Inlinked | 9 years ago | on: Facebook disabling messaging in its mobile web app to push people to Messenger
[1] https://consumerist.com/2012/01/04/how-facebooks-message-spa...
[2] http://www.askdavetaylor.com/how-to-check-facebook-spam-emai...
[3] http://www.cosmopolitan.co.uk/entertainment/news/a42460/anot...
[4] http://uk.businessinsider.com/facebook-filtered-message-requ...
Inlinked | 9 years ago | on: Pauli Effect
It's not impossible to make joke-y replies to posts and receive upvotes, but it takes a lot of practice (or authority).
If a 100 people would post one-liner memes then the comment section would be no fun to read. It used to be a strength of HN to have an incredibly resourceful comment section with good debate. It was not uncommon for the author of a programming language to chime in on a discussion about said language.

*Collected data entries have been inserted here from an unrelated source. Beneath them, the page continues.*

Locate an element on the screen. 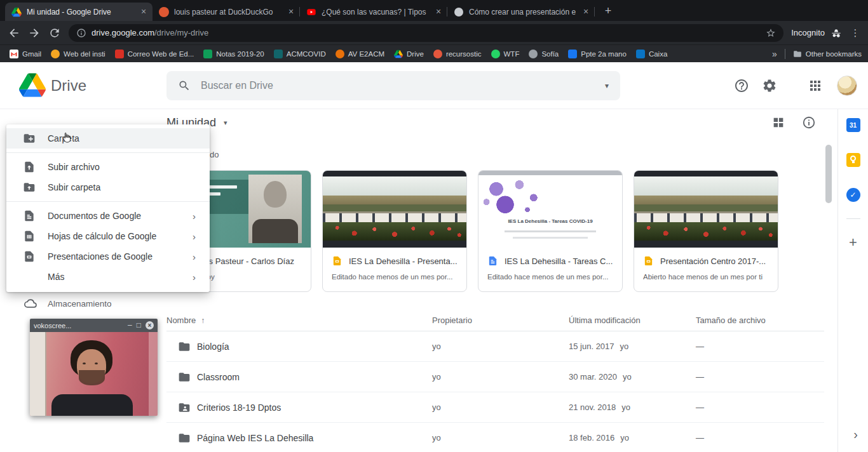 Image resolution: width=868 pixels, height=452 pixels. bookmark-ppte: Ppte 2a mano is located at coordinates (597, 54).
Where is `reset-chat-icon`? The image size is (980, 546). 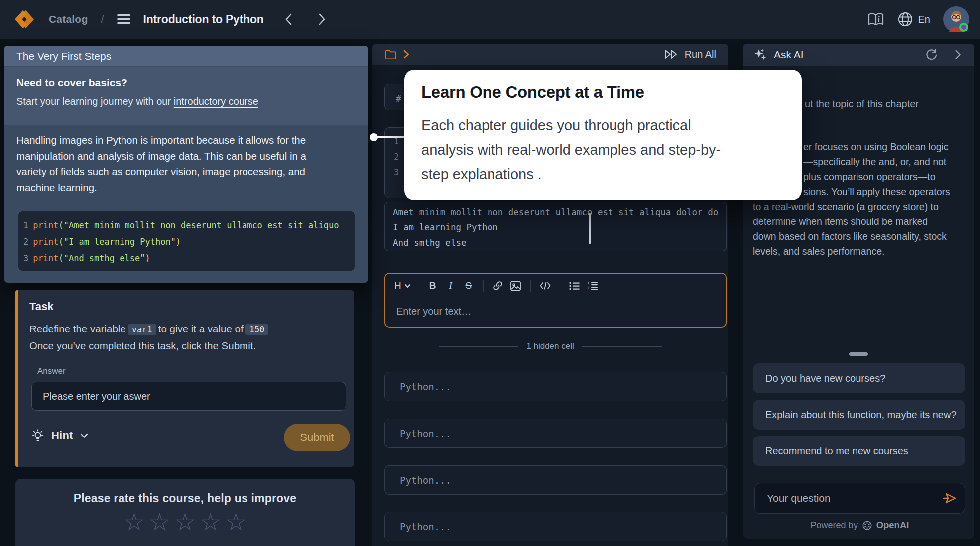 reset-chat-icon is located at coordinates (931, 55).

See: https://news.ycombinator.com/newswelcome.html
> The most important principle on HN, though, is to make thoughtful comments. Thoughtful in both senses: civil and substantial.
> The test for substance is a lot like it is for links. Does your comment teach us anything? There are two ways to do that: by pointing out some consideration that hadn't previously been mentioned, and by giving more information about the topic, perhaps from personal experience. Whereas comments like "LOL!" or worse still, "That's retarded!" teach us nothing.
Edit: I see that your account was created 1499 days ago. This may make my reply seem silly (also coming from a newly created account). It was a sincere attempt at answering your downvoting concerns though.
A story like https://www.wired.com/2010/05/kuok/ is a relevant case here.
> Using a Yahoo e-mail address and a different name, Kuok also allegedly contacted an Arizona company this year that had posted on eBay a KG-175 TACLANE — an NSA designed encryption device used to communicate with classified military computer networks, such as the Defense Department’s SIPRNet.
> Kuok repeatedly expressed fears that he might be dealing with an NSA, CIA or FBI agent, but continued to negotiate with the undercover officer, even cautioning him to avoid referencing the items by model number in e-mail, because “your country has this system to analyze” e-mail for keywords.
What if the string was something like "KG-175 TACLANE"? How many ordinary people would have this string in an e-mail? What is wrong with getting a warrant to read through e-mails containing such a string?
This news is definitely news to me. It is just not shocking or unexpected or contrary to what Barack Obama has been saying.